Lifestyle

Detroiters Can Pick Kid Rock Concert Coverage: 'A Lightning Rod' or 'A Great Performance'

September 07, 2019, 12:34 PM

Here's fresh proof that Detroit is fortunate to be a two-newspaper town: We get two perspectives on one concert.

Each of the dailies was at DTE Energy Music Theatre for Kid Rock's first of four shows, and their reporters hit a somewhat different chord.

Brian McCollum, a Free Press music beat veteran, reports partly on the audience in what a headline calls "an intense new environment" for the edgy local performer. "Something felt different this time," McCollum writes near the start.


The hometown star on stage Friday in Independence Township. (Photo: Erik Aratari for WRIF)

At The Detroit News, newcomer Kalea Hall opens this way: "Detroit still loves its Romeo native Kid Rock." The headline quotes a 60-year-old Westland fan at her 86th Kid Rock show: "He puts on such a great performance."

No right or wrong way to cover this, just point-of-view framing choices that differ. 

McCollum, who has covered music for the Freep for more than two decades, chooses wide-angle context:

For years, a Kid Rock show was a big-buzz draw for metro Detroiters across the board. It was an event widely viewed as a guaranteed good time with a celebratory hometown flavor.

But we find ourselves in the political pell-mell of 2019, and this homecoming DTE run presents a Kid Rock who's operating in a new, fraught context: In a day of deepening cultural polarization, the 48-year-old musician has become a lightning rod.

The journalist senses that "some of Kid Rock's audience has peeled away," including "white-collar weekend warriors, soccer moms and other casuals who made up a sizable chunk of crowds at previous hometown Kid Rock dates."

Friday’s show wasn't a fast sellout the way previous Kid Rock dates here dependably had been. Up to showtime, deeply discounted tickets were available on the resale site StubHub, and plenty of seats remain available for the upcoming three DTE dates. . . .

You wind up with Kid Rock now playing mostly for the diehards . . . streaming into DTE in an array of Harley-Davidson gear, Johnny Cash shirts, Kid Rock merch and the occasional Trump MAGA hat. . . .

Kid Rock has made his stand, dammit, and you can love it or leave it. He was here to do his thing for the ones who get it.

Over at The News, Hall -- an autos beat reporter who joined the paper in July -- delivers shorter coverage focusing solely on "his adoring fans . . . [at] the first concert he's done in Metro Detroit since 2017."

Fans, adorned in Kid Rock gear from head to toe, tossed back beers and tapped their boots to the songs, especially the ones praising Michigan. . . .

"Detroit will never stop loving Kid Rock," said Jennifer Storre, 55, of Grand Rapids.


*EXERCISE DIRECTIONS*.
All of the data that follows should be given again exactly, without its images.

*GIVEN RECORDS*.
+++

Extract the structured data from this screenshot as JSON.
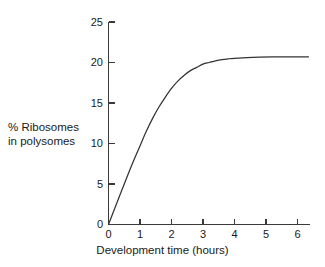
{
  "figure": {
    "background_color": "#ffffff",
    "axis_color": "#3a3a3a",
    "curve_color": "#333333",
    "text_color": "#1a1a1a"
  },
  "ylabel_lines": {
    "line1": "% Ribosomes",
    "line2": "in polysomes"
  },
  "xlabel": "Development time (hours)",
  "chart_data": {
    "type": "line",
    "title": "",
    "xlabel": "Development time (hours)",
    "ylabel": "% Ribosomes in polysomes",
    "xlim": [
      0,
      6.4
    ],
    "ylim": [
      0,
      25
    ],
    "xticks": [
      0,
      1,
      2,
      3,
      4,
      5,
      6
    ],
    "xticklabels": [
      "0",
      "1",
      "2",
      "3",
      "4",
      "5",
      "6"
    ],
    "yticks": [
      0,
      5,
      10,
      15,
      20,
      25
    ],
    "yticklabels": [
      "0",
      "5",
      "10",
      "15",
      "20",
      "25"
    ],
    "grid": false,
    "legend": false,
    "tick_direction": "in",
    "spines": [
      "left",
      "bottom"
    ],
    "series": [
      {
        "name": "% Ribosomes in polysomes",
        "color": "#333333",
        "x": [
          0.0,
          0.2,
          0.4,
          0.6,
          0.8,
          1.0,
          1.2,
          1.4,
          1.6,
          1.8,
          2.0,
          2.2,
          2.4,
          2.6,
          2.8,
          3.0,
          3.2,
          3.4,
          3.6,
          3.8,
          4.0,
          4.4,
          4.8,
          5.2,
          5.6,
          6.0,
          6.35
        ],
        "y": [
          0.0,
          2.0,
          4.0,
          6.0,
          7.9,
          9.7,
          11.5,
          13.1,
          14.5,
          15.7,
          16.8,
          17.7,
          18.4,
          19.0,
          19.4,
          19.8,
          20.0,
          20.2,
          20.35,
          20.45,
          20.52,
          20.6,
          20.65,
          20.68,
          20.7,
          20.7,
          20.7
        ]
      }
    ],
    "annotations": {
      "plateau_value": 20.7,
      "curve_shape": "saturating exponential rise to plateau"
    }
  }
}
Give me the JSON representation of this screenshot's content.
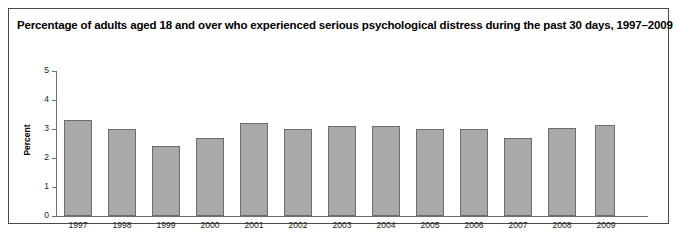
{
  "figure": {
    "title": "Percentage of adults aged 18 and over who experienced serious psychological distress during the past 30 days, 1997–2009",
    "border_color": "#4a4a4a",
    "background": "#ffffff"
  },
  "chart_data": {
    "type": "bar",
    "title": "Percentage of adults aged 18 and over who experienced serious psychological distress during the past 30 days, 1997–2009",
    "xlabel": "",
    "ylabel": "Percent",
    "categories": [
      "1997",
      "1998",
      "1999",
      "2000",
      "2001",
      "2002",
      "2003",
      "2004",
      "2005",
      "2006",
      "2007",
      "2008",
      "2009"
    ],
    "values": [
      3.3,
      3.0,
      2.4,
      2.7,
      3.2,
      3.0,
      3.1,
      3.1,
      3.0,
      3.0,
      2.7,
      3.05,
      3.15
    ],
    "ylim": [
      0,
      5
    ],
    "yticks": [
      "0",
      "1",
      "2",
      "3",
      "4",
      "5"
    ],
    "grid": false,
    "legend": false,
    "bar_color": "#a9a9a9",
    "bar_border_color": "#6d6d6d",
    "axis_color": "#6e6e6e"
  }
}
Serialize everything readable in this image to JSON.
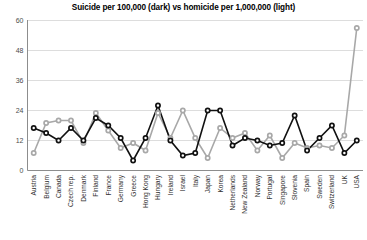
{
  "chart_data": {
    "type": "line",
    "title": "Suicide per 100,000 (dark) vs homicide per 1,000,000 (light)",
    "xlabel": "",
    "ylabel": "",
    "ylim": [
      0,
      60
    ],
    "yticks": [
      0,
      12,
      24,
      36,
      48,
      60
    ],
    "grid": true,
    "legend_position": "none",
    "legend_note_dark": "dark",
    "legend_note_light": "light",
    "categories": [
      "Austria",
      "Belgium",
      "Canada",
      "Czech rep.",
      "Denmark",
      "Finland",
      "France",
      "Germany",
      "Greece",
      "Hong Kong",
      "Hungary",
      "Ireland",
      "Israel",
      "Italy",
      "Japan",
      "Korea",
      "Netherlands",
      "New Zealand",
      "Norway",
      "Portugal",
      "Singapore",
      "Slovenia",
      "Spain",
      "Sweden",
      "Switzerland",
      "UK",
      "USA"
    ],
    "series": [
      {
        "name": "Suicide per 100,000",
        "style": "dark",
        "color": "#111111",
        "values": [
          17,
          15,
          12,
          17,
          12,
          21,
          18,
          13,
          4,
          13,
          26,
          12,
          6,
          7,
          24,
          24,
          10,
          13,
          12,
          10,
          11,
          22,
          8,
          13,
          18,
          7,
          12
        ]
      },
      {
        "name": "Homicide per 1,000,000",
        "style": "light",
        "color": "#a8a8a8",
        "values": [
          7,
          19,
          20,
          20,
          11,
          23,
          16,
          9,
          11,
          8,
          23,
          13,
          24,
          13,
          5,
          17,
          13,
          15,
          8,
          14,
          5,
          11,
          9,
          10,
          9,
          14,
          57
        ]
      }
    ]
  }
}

+++

*EXPECTED ANSWER*.
Extract the structured data from this screenshot as JSON.
{
  "figure": {
    "background_color": "#ffffff",
    "axis_color": "#3a3a3a",
    "curve_color": "#333333",
    "text_color": "#1a1a1a"
  },
  "ylabel_lines": {
    "line1": "% Ribosomes",
    "line2": "in polysomes"
  },
  "xlabel": "Development time (hours)",
  "chart_data": {
    "type": "line",
    "title": "",
    "xlabel": "Development time (hours)",
    "ylabel": "% Ribosomes in polysomes",
    "xlim": [
      0,
      6.4
    ],
    "ylim": [
      0,
      25
    ],
    "xticks": [
      0,
      1,
      2,
      3,
      4,
      5,
      6
    ],
    "xticklabels": [
      "0",
      "1",
      "2",
      "3",
      "4",
      "5",
      "6"
    ],
    "yticks": [
      0,
      5,
      10,
      15,
      20,
      25
    ],
    "yticklabels": [
      "0",
      "5",
      "10",
      "15",
      "20",
      "25"
    ],
    "grid": false,
    "legend": false,
    "tick_direction": "in",
    "spines": [
      "left",
      "bottom"
    ],
    "series": [
      {
        "name": "% Ribosomes in polysomes",
        "color": "#333333",
        "x": [
          0.0,
          0.2,
          0.4,
          0.6,
          0.8,
          1.0,
          1.2,
          1.4,
          1.6,
          1.8,
          2.0,
          2.2,
          2.4,
          2.6,
          2.8,
          3.0,
          3.2,
          3.4,
          3.6,
          3.8,
          4.0,
          4.4,
          4.8,
          5.2,
          5.6,
          6.0,
          6.35
        ],
        "y": [
          0.0,
          2.0,
          4.0,
          6.0,
          7.9,
          9.7,
          11.5,
          13.1,
          14.5,
          15.7,
          16.8,
          17.7,
          18.4,
          19.0,
          19.4,
          19.8,
          20.0,
          20.2,
          20.35,
          20.45,
          20.52,
          20.6,
          20.65,
          20.68,
          20.7,
          20.7,
          20.7
        ]
      }
    ],
    "annotations": {
      "plateau_value": 20.7,
      "curve_shape": "saturating exponential rise to plateau"
    }
  }
}
Give me the JSON representation of this screenshot's content.
{
  "figure": {
    "title": "Percentage of adults aged 18 and over who experienced serious psychological distress during the past 30 days, 1997–2009",
    "border_color": "#4a4a4a",
    "background": "#ffffff"
  },
  "chart_data": {
    "type": "bar",
    "title": "Percentage of adults aged 18 and over who experienced serious psychological distress during the past 30 days, 1997–2009",
    "xlabel": "",
    "ylabel": "Percent",
    "categories": [
      "1997",
      "1998",
      "1999",
      "2000",
      "2001",
      "2002",
      "2003",
      "2004",
      "2005",
      "2006",
      "2007",
      "2008",
      "2009"
    ],
    "values": [
      3.3,
      3.0,
      2.4,
      2.7,
      3.2,
      3.0,
      3.1,
      3.1,
      3.0,
      3.0,
      2.7,
      3.05,
      3.15
    ],
    "ylim": [
      0,
      5
    ],
    "yticks": [
      "0",
      "1",
      "2",
      "3",
      "4",
      "5"
    ],
    "grid": false,
    "legend": false,
    "bar_color": "#a9a9a9",
    "bar_border_color": "#6d6d6d",
    "axis_color": "#6e6e6e"
  }
}
Serialize everything readable in this image to JSON.
{
  "chart_data": {
    "type": "line",
    "title": "Suicide per 100,000 (dark) vs homicide per 1,000,000 (light)",
    "xlabel": "",
    "ylabel": "",
    "ylim": [
      0,
      60
    ],
    "yticks": [
      0,
      12,
      24,
      36,
      48,
      60
    ],
    "grid": true,
    "legend_position": "none",
    "legend_note_dark": "dark",
    "legend_note_light": "light",
    "categories": [
      "Austria",
      "Belgium",
      "Canada",
      "Czech rep.",
      "Denmark",
      "Finland",
      "France",
      "Germany",
      "Greece",
      "Hong Kong",
      "Hungary",
      "Ireland",
      "Israel",
      "Italy",
      "Japan",
      "Korea",
      "Netherlands",
      "New Zealand",
      "Norway",
      "Portugal",
      "Singapore",
      "Slovenia",
      "Spain",
      "Sweden",
      "Switzerland",
      "UK",
      "USA"
    ],
    "series": [
      {
        "name": "Suicide per 100,000",
        "style": "dark",
        "color": "#111111",
        "values": [
          17,
          15,
          12,
          17,
          12,
          21,
          18,
          13,
          4,
          13,
          26,
          12,
          6,
          7,
          24,
          24,
          10,
          13,
          12,
          10,
          11,
          22,
          8,
          13,
          18,
          7,
          12
        ]
      },
      {
        "name": "Homicide per 1,000,000",
        "style": "light",
        "color": "#a8a8a8",
        "values": [
          7,
          19,
          20,
          20,
          11,
          23,
          16,
          9,
          11,
          8,
          23,
          13,
          24,
          13,
          5,
          17,
          13,
          15,
          8,
          14,
          5,
          11,
          9,
          10,
          9,
          14,
          57
        ]
      }
    ]
  }
}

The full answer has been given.